Why Is Binance’s Philippines Return Facing Pushback? Binance is seeking to reenter the Philippine market through local partner BlockShoals Technologies Inc., but regulators are making clear t

Why Is Binance’s Philippines Return Facing Pushback?
Binance is seeking to reenter the Philippine market through local partner BlockShoals Technologies Inc., but regulators are making clear that the route back into the country remains limited by licensing requirements. The Bangko Sentral ng Pilipinas said neither Binance nor BlockShoals currently holds the license required to operate as a virtual asset service provider in the country. That license is needed to support crypto payment and transaction services and is separate from any clearance granted by the Philippine Securities and Exchange Commission. The central bank’s statement creates a clear regulatory boundary around Binance’s attempted return. A local partnership may help the exchange engage with domestic authorities, but it does not replace the need for a central bank license. For crypto firms trying to enter regulated markets through fintech partners, the message is direct: sandbox participation is not the same as full operating approval. Binance had previously been active in the Philippines before facing regulatory action. In 2023, the SEC said the exchange was operating without a license. The following year, authorities ordered internet service providers and app stores to block access to the platform.
What Role Does BlockShoals Play?
BlockShoals is the local fintech firm Binance is working with as part of its renewed Philippines push. The company received initial SEC clearance in November under the regulator’s StratBox framework, a controlled sandbox environment designed for fintech and crypto firms to test financial services under supervision. That clearance gives BlockShoals a path to test approved activities, but it does not authorize Binance or BlockShoals to operate as a
virtual asset service provider. The central bank has stated that firms seeking to offer crypto services in the Philippines must comply with both the SEC sandbox framework and the separate central bank licensing regime. The distinction matters because the Philippines is using more than one regulatory channel to oversee crypto activity. The SEC focuses on securities and approved sandbox testing, while the central bank controls licensing for
virtual asset service providers involved in transaction and payment rails. A firm may satisfy one requirement and still be unable to onboard users if it has not cleared the other. The SEC also revised its language in the sandbox arrangement, describing Binance as a global
crypto-asset service provider rather than a global virtual asset service provider. That narrower wording reduces the risk that sandbox participation is interpreted as recognition of Binance as a licensed VASP in the country.
Investor Takeaway
Binance’s Philippines strategy shows how regulatory reentry depends on more than finding a local partner. The central bank license remains the key gatekeeper for
crypto transaction services, and sandbox approval alone does not create a legal operating route.
Why Does The VASP License Matter?
The VASP license is the core issue because it determines whether a firm can legally support crypto-related payment and transaction infrastructure in the Philippines. Without it, a company may be able to participate in limited testing or partnership discussions but cannot operate as a full virtual asset service provider. The licensing gap is especially important for Binance because its past regulatory issues in the country were tied to operating without proper authorization. A return through BlockShoals would need to avoid repeating that problem by ensuring that user access, onboarding, transaction routing, and custody-related functions are connected to properly licensed entities. The revised sandbox terms reportedly require BlockShoals to integrate its systems with a licensed domestic VASP within 90 days before any user onboarding through Binance infrastructure can begin. That condition places the burden on the local partner to connect with an approved provider before Binance can use the arrangement as a functional market-entry channel. For exchanges, the structure raises operational questions. They need local compliance coverage, technology integration, user protection rules, and clarity over which entity is responsible for regulated activity. For regulators, the issue is whether global platforms can enter through partnerships without weakening domestic licensing standards.
What Does This Mean For Crypto Regulation In The Philippines?
The Philippines remains an important crypto market because of its active retail user base, remittance links, and demand for
digital financial services. But the Binance case shows that regulators are trying to separate innovation testing from full market access. That approach may slow foreign exchange reentry, but it also gives authorities more control over consumer protection and transaction oversight. By requiring both SEC sandbox compliance and central bank licensing, regulators are preventing firms from using one approval pathway to bypass another. For Binance, the near-term opportunity depends on whether BlockShoals can meet the integration requirement and whether the broader arrangement satisfies central bank expectations. Until then, the exchange remains outside the country’s licensed VASP framework. The wider market impact is that crypto firms looking at the Philippines will likely need deeper local licensing strategies rather than light partnership structures. The country is not closing the door to crypto activity, but it is making clear that entry will happen on domestic regulatory terms.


Task requirements
Leaving out all pictures, return exactly the lines from the one that contains "Identify all the" through the end of the data below.

[Data tied to figure images]
^^^^^^^^^^^^^^^^
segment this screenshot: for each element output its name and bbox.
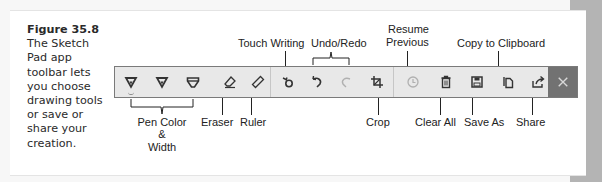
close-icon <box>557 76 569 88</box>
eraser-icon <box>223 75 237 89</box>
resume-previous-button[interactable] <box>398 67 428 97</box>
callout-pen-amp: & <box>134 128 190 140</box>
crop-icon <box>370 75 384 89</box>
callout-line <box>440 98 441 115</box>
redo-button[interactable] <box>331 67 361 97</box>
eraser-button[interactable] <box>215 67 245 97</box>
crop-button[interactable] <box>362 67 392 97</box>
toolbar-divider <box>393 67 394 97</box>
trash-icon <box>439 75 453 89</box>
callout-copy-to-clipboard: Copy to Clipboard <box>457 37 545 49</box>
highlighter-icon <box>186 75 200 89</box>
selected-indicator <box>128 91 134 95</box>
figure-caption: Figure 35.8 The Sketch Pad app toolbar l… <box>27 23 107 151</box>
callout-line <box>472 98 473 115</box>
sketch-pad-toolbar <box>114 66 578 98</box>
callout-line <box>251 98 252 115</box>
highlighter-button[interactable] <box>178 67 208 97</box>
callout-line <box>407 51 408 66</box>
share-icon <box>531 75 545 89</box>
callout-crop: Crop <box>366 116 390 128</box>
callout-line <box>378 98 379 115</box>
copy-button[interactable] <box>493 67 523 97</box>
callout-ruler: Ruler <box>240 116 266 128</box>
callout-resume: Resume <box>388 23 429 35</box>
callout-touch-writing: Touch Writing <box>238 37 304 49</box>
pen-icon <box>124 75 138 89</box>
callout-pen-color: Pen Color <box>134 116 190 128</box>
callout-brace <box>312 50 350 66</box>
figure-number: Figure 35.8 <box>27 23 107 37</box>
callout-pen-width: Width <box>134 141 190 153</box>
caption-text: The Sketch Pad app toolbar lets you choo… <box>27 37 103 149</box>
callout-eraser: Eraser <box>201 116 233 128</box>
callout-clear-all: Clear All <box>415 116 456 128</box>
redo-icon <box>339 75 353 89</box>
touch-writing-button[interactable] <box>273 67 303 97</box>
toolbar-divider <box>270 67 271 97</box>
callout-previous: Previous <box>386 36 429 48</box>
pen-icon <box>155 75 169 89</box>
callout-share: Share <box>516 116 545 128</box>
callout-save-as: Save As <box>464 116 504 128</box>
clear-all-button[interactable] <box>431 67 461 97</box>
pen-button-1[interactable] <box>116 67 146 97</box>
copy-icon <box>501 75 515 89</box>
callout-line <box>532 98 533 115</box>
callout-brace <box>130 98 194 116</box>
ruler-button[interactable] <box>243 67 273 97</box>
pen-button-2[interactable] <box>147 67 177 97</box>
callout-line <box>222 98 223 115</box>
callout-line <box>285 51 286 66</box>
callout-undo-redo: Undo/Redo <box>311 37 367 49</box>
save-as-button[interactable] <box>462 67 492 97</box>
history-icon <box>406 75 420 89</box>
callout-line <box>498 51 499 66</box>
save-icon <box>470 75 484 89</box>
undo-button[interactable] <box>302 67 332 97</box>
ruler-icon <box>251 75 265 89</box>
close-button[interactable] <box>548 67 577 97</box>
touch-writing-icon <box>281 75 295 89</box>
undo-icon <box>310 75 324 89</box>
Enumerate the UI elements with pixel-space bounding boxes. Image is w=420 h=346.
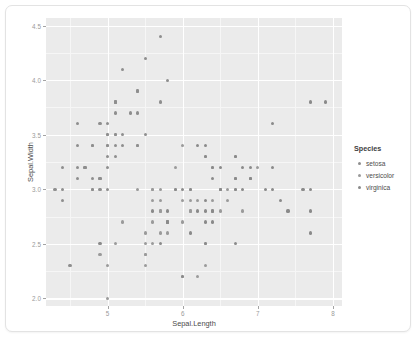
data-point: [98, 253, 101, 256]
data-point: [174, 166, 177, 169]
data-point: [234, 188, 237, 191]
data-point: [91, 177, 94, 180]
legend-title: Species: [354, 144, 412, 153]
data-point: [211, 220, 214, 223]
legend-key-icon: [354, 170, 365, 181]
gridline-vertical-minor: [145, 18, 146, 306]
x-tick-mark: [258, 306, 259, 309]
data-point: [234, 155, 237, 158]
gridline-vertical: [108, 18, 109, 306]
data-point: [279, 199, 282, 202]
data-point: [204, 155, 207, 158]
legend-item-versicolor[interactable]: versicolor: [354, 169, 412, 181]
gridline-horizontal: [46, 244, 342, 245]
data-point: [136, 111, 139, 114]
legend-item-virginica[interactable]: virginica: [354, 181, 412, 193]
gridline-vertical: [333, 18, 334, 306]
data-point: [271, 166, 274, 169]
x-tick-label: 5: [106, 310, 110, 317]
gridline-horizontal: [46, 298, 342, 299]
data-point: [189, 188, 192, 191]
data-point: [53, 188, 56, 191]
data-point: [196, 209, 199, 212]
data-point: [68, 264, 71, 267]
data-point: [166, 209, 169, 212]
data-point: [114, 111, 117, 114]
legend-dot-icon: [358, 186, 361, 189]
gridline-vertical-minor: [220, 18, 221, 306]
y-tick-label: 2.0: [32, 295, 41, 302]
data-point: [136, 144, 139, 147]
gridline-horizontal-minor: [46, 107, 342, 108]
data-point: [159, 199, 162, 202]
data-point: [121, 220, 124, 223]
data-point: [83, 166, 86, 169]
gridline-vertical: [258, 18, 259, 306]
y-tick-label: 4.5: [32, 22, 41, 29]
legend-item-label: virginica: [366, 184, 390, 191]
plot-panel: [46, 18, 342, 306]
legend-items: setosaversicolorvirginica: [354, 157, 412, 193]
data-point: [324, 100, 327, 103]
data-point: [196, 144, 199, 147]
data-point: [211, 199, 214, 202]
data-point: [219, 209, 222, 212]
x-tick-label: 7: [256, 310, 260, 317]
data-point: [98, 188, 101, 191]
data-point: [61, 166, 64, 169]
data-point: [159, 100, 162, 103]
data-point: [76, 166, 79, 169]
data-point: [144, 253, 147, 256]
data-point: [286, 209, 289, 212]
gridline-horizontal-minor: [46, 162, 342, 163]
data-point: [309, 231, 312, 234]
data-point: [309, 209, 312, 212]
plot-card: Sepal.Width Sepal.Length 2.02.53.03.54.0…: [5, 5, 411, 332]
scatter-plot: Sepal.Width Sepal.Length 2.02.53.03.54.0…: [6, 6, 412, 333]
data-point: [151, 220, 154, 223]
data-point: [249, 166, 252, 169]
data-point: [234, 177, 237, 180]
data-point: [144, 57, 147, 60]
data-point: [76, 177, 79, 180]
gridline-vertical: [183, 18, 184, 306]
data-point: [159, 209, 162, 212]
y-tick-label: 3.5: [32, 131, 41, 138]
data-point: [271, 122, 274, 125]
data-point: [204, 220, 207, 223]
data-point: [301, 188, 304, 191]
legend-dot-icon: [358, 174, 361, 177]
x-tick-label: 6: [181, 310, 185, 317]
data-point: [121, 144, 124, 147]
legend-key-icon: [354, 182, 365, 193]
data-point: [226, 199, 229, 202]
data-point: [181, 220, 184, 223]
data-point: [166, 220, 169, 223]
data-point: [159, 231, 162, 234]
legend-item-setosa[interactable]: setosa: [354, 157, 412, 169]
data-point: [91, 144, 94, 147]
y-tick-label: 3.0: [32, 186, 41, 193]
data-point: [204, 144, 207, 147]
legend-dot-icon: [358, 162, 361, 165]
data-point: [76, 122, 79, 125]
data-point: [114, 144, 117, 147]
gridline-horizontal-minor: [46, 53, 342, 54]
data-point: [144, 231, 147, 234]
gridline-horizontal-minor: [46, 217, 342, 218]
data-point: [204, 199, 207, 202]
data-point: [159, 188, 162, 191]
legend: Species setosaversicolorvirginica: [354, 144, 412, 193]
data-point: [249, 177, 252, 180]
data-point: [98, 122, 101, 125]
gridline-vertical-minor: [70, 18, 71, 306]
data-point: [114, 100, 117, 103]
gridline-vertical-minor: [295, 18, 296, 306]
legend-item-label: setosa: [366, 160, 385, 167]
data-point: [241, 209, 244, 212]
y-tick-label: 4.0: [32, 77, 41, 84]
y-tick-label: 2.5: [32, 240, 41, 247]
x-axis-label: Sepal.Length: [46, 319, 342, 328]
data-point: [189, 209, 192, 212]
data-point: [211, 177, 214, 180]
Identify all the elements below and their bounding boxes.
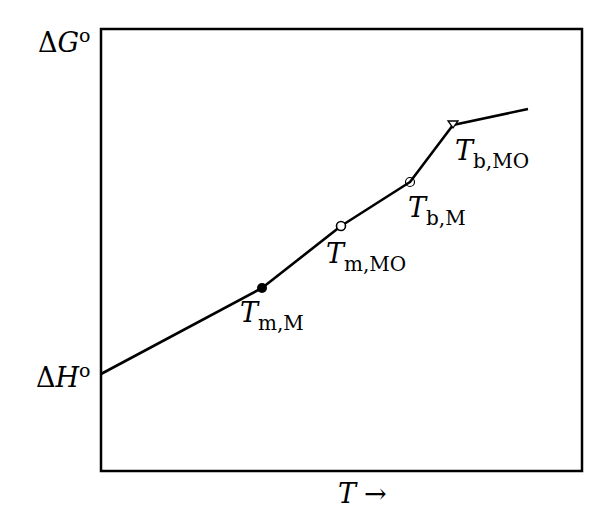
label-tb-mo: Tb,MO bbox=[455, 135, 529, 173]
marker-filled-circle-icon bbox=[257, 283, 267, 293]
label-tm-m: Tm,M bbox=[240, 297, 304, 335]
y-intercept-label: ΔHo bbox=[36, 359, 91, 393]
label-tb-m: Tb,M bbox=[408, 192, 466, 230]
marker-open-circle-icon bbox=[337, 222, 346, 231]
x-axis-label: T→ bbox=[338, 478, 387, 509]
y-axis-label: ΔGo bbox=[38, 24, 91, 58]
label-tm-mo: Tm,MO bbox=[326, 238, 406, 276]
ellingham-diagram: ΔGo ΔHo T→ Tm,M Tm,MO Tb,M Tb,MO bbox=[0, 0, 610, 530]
^^^^^^^^^^^^^^^^
Final answer
Identify all the elements below and their bounding boxes.
label-tb-mo: Tb,MO bbox=[455, 135, 529, 173]
marker-filled-circle-icon bbox=[257, 283, 267, 293]
label-tm-m: Tm,M bbox=[240, 297, 304, 335]
y-intercept-label: ΔHo bbox=[36, 359, 91, 393]
label-tb-m: Tb,M bbox=[408, 192, 466, 230]
marker-open-circle-icon bbox=[337, 222, 346, 231]
x-axis-label: T→ bbox=[338, 478, 387, 509]
y-axis-label: ΔGo bbox=[38, 24, 91, 58]
label-tm-mo: Tm,MO bbox=[326, 238, 406, 276]
ellingham-diagram: ΔGo ΔHo T→ Tm,M Tm,MO Tb,M Tb,MO bbox=[0, 0, 610, 530]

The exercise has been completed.